Tuesday, February 25, 2014

Where Are The Big Ideas?



Murray Dobbins writes that none of our political parties are adopting big ideas. It's not that they're not out there. He points to the Alternative Budget which the Canadian Centre For Policy Alternatives has released in response to Jim Flaherty's do nothing document:

The CCPA's alternative budget replaces most of the revenue lost through tax cuts by measures that are actually quite modest, including:
  • Reversing just half the recent corporate tax cuts to raise $11.6 billion.
  • Setting a new high income tax bracket of 35 per cent for earnings over $250,000 in order to raise $2.5 billion (it was 80 per cent in the 1960s).
  • Closing tax loopholes and dozens of tax credits to raise $9.6 billion.
  • Creating a 1 per cent withholding tax on all assets held in tax havens to raise $2 billion (catching the tax dodgers could raise even more).
  • Establishing a 0.5 per cent financial transactions tax -- the so-called Robin Hood tax -- to raise $4 billion.
  • Placing an inheritance tax on estates over $5 million to raise $2 billion.
  • And finally, implementing a carbon tax of $30 a tonne to raise a net amount of $7.5 billion (after provision of a green tax refund).
That's about $40 billion in new -- or rather recovered -- revenue from modest tax increases that could be sold to Canadians if the NDP actually had faith in the intelligence of the people they hope will vote for them. 
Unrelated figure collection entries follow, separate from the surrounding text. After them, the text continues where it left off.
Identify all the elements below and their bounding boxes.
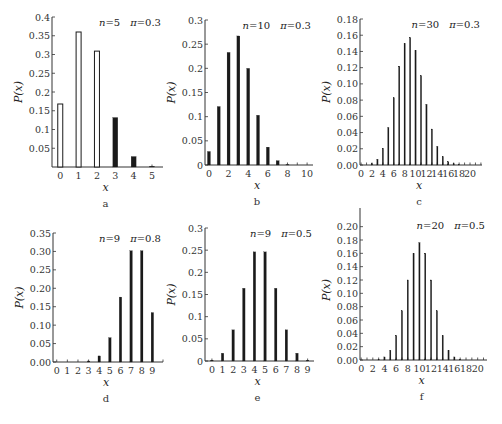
y-tick-label: 0.12 [337,275,358,286]
bar-x-5 [388,127,389,165]
y-tick-label: 0.15 [30,301,51,312]
x-axis-label: x [103,376,110,389]
chart-panel-c: 0.000.020.040.060.080.100.120.140.160.18… [320,14,482,208]
bar-x-17 [453,164,454,165]
bar-x-10 [415,50,416,165]
panel-label: e [255,392,261,403]
bar-x-7 [130,251,133,362]
x-tick-label: 10 [301,168,313,179]
panel-label: d [103,393,110,404]
y-tick-label: 0.05 [182,135,203,146]
bar-x-16 [454,357,455,360]
x-tick-label: 2 [369,168,375,179]
parameter-annotation: n=10 π=0.3 [243,20,311,31]
y-tick-label: 0.25 [29,68,50,79]
x-tick-label: 4 [380,168,386,179]
y-tick-label: 0.35 [29,30,50,41]
bar-x-2 [371,164,372,165]
y-tick-label: 0.04 [337,328,358,339]
y-tick-label: 0.04 [337,127,358,138]
y-tick-label: 0.15 [182,289,203,300]
y-tick-label: 0.12 [337,62,358,73]
panel-label: a [103,198,109,209]
bar-x-5 [149,166,154,167]
parameter-annotation: n=9 π=0.5 [250,228,312,239]
bar-x-6 [119,297,122,362]
bar-x-13 [436,311,437,360]
x-tick-label: 4 [131,170,137,181]
x-tick-label: 18 [460,363,472,374]
bar-x-8 [140,251,143,362]
x-tick-label: 7 [283,364,289,375]
bar-x-9 [409,37,410,165]
x-tick-label: 1 [76,170,82,181]
y-tick-label: 0.02 [337,341,358,352]
y-tick-label: 0.15 [29,105,50,116]
y-tick-label: 0.10 [337,288,358,299]
bar-x-2 [232,330,235,361]
y-tick-label: 0.10 [30,320,51,331]
parameter-annotation: n=9 π=0.8 [99,233,161,244]
bar-x-12 [426,104,427,165]
bar-x-11 [425,253,426,360]
y-tick-label: 0.16 [337,248,358,259]
bar-x-1 [221,353,224,361]
bar-x-4 [131,157,136,168]
y-tick-label: 0.1 [188,311,203,322]
bar-x-1 [217,107,220,165]
x-axis-label: x [416,179,423,192]
x-tick-label: 1 [64,365,70,376]
x-tick-label: 0 [54,365,60,376]
y-tick-label: 0.3 [188,223,203,234]
bar-x-8 [404,43,405,165]
x-tick-label: 0 [206,168,212,179]
parameter-annotation: n=30 π=0.3 [412,19,480,30]
bar-x-4 [382,148,383,165]
bar-x-0 [207,151,210,165]
x-axis-label: x [418,374,425,387]
x-tick-label: 0 [358,168,364,179]
bar-x-4 [253,252,256,361]
parameter-annotation: n=5 π=0.3 [99,17,161,28]
chart-panel-e: 00.050.10.150.20.250.30123456789P(x)xen=… [165,223,314,404]
bar-x-7 [401,311,402,360]
bar-x-9 [151,313,154,362]
bar-x-15 [448,350,449,360]
x-tick-label: 14 [437,363,449,374]
panel-label: c [416,196,422,207]
bar-x-0 [58,104,63,167]
x-tick-label: 8 [405,363,411,374]
y-axis-label: P(x) [165,81,178,104]
bar-x-6 [266,147,269,165]
bar-x-5 [109,338,112,362]
chart-panel-d: 0.000.050.100.150.200.250.300.3501234567… [13,228,163,405]
y-tick-label: 0.2 [188,63,203,74]
y-tick-label: 0.00 [337,355,358,366]
x-tick-label: 12 [425,363,437,374]
x-tick-label: 9 [149,365,155,376]
y-tick-label: 0.20 [337,221,358,232]
y-tick-label: 0.14 [337,46,358,57]
x-tick-label: 8 [284,168,290,179]
bar-x-7 [276,161,279,165]
x-tick-label: 8 [402,168,408,179]
x-tick-label: 20 [472,363,484,374]
x-tick-label: 2 [226,168,232,179]
bar-x-5 [264,252,267,361]
y-tick-label: 0.1 [188,111,203,122]
x-axis-label: x [254,375,261,388]
y-tick-label: 0.05 [30,338,51,349]
bar-x-8 [296,353,299,361]
panel-label: b [254,196,260,207]
bar-x-14 [442,335,443,360]
x-axis-label: x [102,181,109,194]
y-tick-label: 0.08 [337,95,358,106]
bar-x-13 [431,129,432,165]
chart-panel-f: 0.000.020.040.060.080.100.120.140.160.18… [320,208,487,402]
y-tick-label: 0.3 [35,49,50,60]
y-tick-label: 0.4 [35,12,50,23]
y-tick-label: 0.15 [182,87,203,98]
x-tick-label: 6 [265,168,271,179]
x-tick-label: 6 [273,364,279,375]
y-tick-label: 0.25 [182,39,203,50]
All three parties -- most recently Justin Trudeau's party -- has committed to not raising taxes. But Dobbins points out that:

We live in a fabulously wealthy country -- twice as wealthy in real dollars per capita as we were when medicare was first introduced. Everything we dream of is possible. But it requires a political party with the courage to put forward Big Ideas.

Instead, the Conservatives offer lower cell phone rates and the NDP offers lower ATM rates. It used to fall to the NDP to offer big ideas -- which the other parties eventually adopted. But now:

Regrettably, Thomas Mulcair and the NDP have opted for small ideas. Canadians won't be fooled. A recent Ipsos Reid poll asked -- in addition to for whom people would vote -- who they thought would win the 2015 election. Forty-five per cent thought Trudeau's Liberals would win, 43 per cent believed the Conservatives would emerge victorious and just 13 per cent thought the NDP would win.
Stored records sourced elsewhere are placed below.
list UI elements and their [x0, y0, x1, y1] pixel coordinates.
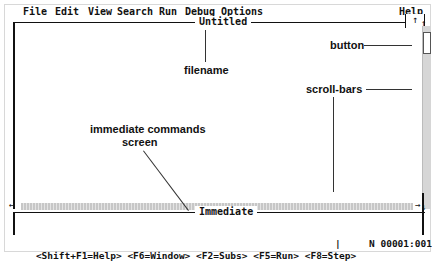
menu-run[interactable]: Run: [159, 7, 177, 17]
annotation-immediate-line2: screen: [122, 136, 157, 148]
scroll-right-arrow-icon[interactable]: →: [415, 201, 420, 210]
annotation-line-button: [364, 45, 412, 46]
window-right-border: [422, 193, 424, 235]
annotation-filename: filename: [184, 64, 229, 76]
qbasic-screen: File Edit View Search Run Debug Options …: [4, 4, 431, 252]
status-separator: |: [335, 238, 341, 250]
status-bar: <Shift+F1=Help> <F6=Window> <F2=Subs> <F…: [13, 238, 429, 250]
immediate-window[interactable]: Immediate: [13, 212, 425, 235]
menu-search[interactable]: Search: [117, 7, 153, 17]
scroll-left-arrow-icon[interactable]: ←: [9, 201, 14, 210]
editor-title-filename: Untitled: [195, 16, 251, 28]
vertical-scrollbar[interactable]: [422, 26, 431, 209]
immediate-title: Immediate: [195, 206, 257, 218]
annotation-button: button: [330, 39, 364, 51]
status-key-hints: <Shift+F1=Help> <F6=Window> <F2=Subs> <F…: [36, 250, 356, 261]
cursor-position: N 00001:001: [369, 238, 432, 250]
annotation-scroll-bars: scroll-bars: [306, 83, 362, 95]
vertical-scroll-thumb[interactable]: [423, 32, 431, 54]
annotation-line-filename: [205, 30, 206, 62]
annotation-immediate-line1: immediate commands: [90, 123, 206, 135]
annotation-line-vscroll: [366, 89, 412, 90]
menu-file[interactable]: File: [23, 7, 47, 17]
annotation-line-hscroll: [333, 97, 334, 192]
menu-edit[interactable]: Edit: [55, 7, 79, 17]
menu-view[interactable]: View: [88, 7, 112, 17]
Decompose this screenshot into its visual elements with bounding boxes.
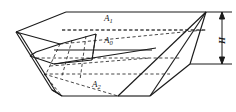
label-area-a1: A1: [104, 14, 113, 23]
frustum-diagram-svg: [0, 0, 236, 112]
dimension-arrow-top: [219, 12, 224, 19]
label-a1-base: A: [104, 13, 110, 23]
hidden-edge-diagonal-upper: [60, 30, 204, 44]
label-a0-subscript: 0: [110, 39, 113, 46]
label-area-a2: A2: [92, 80, 101, 89]
label-area-a0: A0: [104, 36, 113, 45]
label-a1-subscript: 1: [110, 17, 113, 24]
label-a0-base: A: [104, 35, 110, 45]
edge-right-wall-lower: [150, 64, 190, 96]
label-height-h: H: [218, 37, 227, 44]
visible-edges-group: [16, 12, 206, 96]
edge-notch-inner-vertical: [92, 34, 96, 60]
edge-top-left-rim: [16, 12, 66, 32]
hidden-edge-floor-diagonal: [44, 74, 118, 96]
label-a2-base: A: [92, 79, 98, 89]
label-a2-subscript: 2: [98, 83, 101, 90]
figure-container: A1 A0 A2 H: [0, 0, 236, 112]
dimension-arrow-bottom: [219, 57, 224, 64]
edge-interior-fold-right: [150, 12, 206, 96]
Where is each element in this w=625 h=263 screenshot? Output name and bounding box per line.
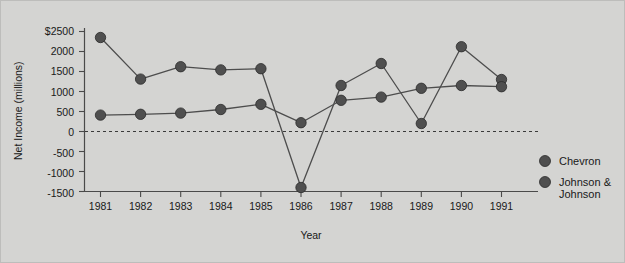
series-layer <box>95 32 506 192</box>
chart-figure: Net Income (millions) $2500 2000 1500 10… <box>0 0 625 263</box>
y-tick-label: 0 <box>68 126 74 138</box>
legend-label-johnson-and-johnson: Johnson & <box>559 176 612 188</box>
x-tick-label: 1989 <box>410 200 434 212</box>
x-tick-label: 1986 <box>289 200 313 212</box>
data-point <box>176 61 186 71</box>
y-axis-ticks <box>79 32 84 192</box>
data-point <box>416 118 426 128</box>
data-point <box>135 109 145 119</box>
data-point <box>95 32 105 42</box>
data-point <box>456 80 466 90</box>
x-tick-label: 1985 <box>249 200 273 212</box>
x-axis-tick-labels: 1981 1982 1983 1984 1985 1986 1987 1988 … <box>89 200 514 212</box>
x-tick-label: 1988 <box>370 200 394 212</box>
data-point <box>216 104 226 114</box>
x-tick-label: 1984 <box>209 200 233 212</box>
chart-legend: Chevron Johnson & Johnson <box>540 155 612 200</box>
x-axis-title: Year <box>300 229 322 241</box>
legend-label-chevron: Chevron <box>559 155 601 167</box>
series-johnson-johnson <box>95 80 506 128</box>
data-point <box>216 65 226 75</box>
legend-label-johnson-and-johnson-line2: Johnson <box>559 188 601 200</box>
x-tick-label: 1987 <box>329 200 353 212</box>
data-point <box>376 58 386 68</box>
y-tick-label: 500 <box>56 106 74 118</box>
line-chart: Net Income (millions) $2500 2000 1500 10… <box>0 0 625 263</box>
data-point <box>256 63 266 73</box>
data-point <box>95 110 105 120</box>
data-point <box>296 182 306 192</box>
data-point <box>496 82 506 92</box>
data-point <box>336 95 346 105</box>
y-tick-label: $2500 <box>45 25 74 37</box>
data-point <box>256 99 266 109</box>
data-point <box>336 80 346 90</box>
data-point <box>376 92 386 102</box>
y-tick-label: 2000 <box>51 45 75 57</box>
data-point <box>416 83 426 93</box>
data-point <box>135 74 145 84</box>
data-point <box>176 108 186 118</box>
data-point <box>456 42 466 52</box>
x-tick-label: 1982 <box>129 200 153 212</box>
y-tick-label: 1000 <box>51 86 75 98</box>
x-tick-label: 1991 <box>490 200 514 212</box>
x-tick-label: 1990 <box>450 200 474 212</box>
y-tick-label: -500 <box>53 147 74 159</box>
y-axis-tick-labels: $2500 2000 1500 1000 500 0 -500 -1000 -1… <box>45 25 74 199</box>
y-tick-label: -1500 <box>47 187 74 199</box>
series-line <box>101 38 502 188</box>
legend-swatch-chevron <box>540 156 551 167</box>
y-tick-label: 1500 <box>51 65 75 77</box>
y-axis-title: Net Income (millions) <box>12 61 24 160</box>
y-tick-label: -1000 <box>47 167 74 179</box>
data-point <box>296 118 306 128</box>
legend-swatch-johnson-and-johnson <box>540 177 551 188</box>
x-tick-label: 1983 <box>169 200 193 212</box>
x-tick-label: 1981 <box>89 200 113 212</box>
series-chevron <box>95 32 506 192</box>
Tommy Douglas would be appalled.



8 comments:

Danneau said...

The problem lies in matching benefits with interests: all of the ideas presented in the CCPA Alternative Budget are, no surprise, progressive. Canada has been run by a succession of regressive governments serving the interests of industry and the wealthy minority, people who thrive on regression in the tax régime and austerity in the spending process, simply because they don't need government services: they can pay up front. The current progressive opposition, the NDP, is no longer progressive, if we are to judge them by their support for energy projects and trade agreements. They are likely to fade to a rump, while the two regressive parties in the House slug it out to see which faction can better fill the coffers of its friends. Strange that the CCCP makes so much sense, so often, so calmly, and even gets press, I suspect because the press knows that anything they say will be laughed off by the vast majority, else they'd never see the least en-dash in a paper or single frame on television. Our collective intelligence isn't worth much.

Owen Gray said...

Our collective intelligence has atrophied, Danneau. We used to be able to identify hucksters pretty easily.

Now we mistakenly think they're heroes.

Anonymous said...

Owen...may I suggest we excercise our collective intelligence? Benevolent wisdom trumps partisan and self-interested hackery...every time.

Owen Gray said...

I, indeed, hope that we do, Loving It. Our problem is that, too often, we choose willful ignorance over collective intelligence.

Lorne said...

It seems to me, Owen, that part of the problem is that we have accepted, with very little critical thinking, the false premise constantly propagated by the neoconservatives, that we are heavily overtaxed. Nothing, of course, could be further from the truth, as a tiny bit of historical and contemporary research would prove. And sadly, as you point out here, there is no other party with the integrity to point out that inconvenient truth.

Owen Gray said...

The idea -- which Harper has voiced -- that there is no such thing as a good tax has become chapter and verse, Lorne.

And all party leaders are afraid to argue with the conventional wisdom.

Steve said...

Not just Tommy what about Pierre. He was right on the NEP and why cant we still do that? He was right on High Speed Rail and thats still open. He was right on the Charter of rights and Freedoms, and we benifit from that daily, prime example the teksavy ruling.

Proportinal representation is the only way forward. The NDP cant be true to its roots because its afraid. Why then can Conservatives be proud as peakcocks?

Owen Gray said...

Anyone who is full of him or herself can be proud as a peacock, Steve. And the Conservatives are full of themselves.

Pierre was right about a lot of things. Knowing that the son of the man they thought they had sent to history's dustbin is now the leader of the Liberal Party is driving them crazy.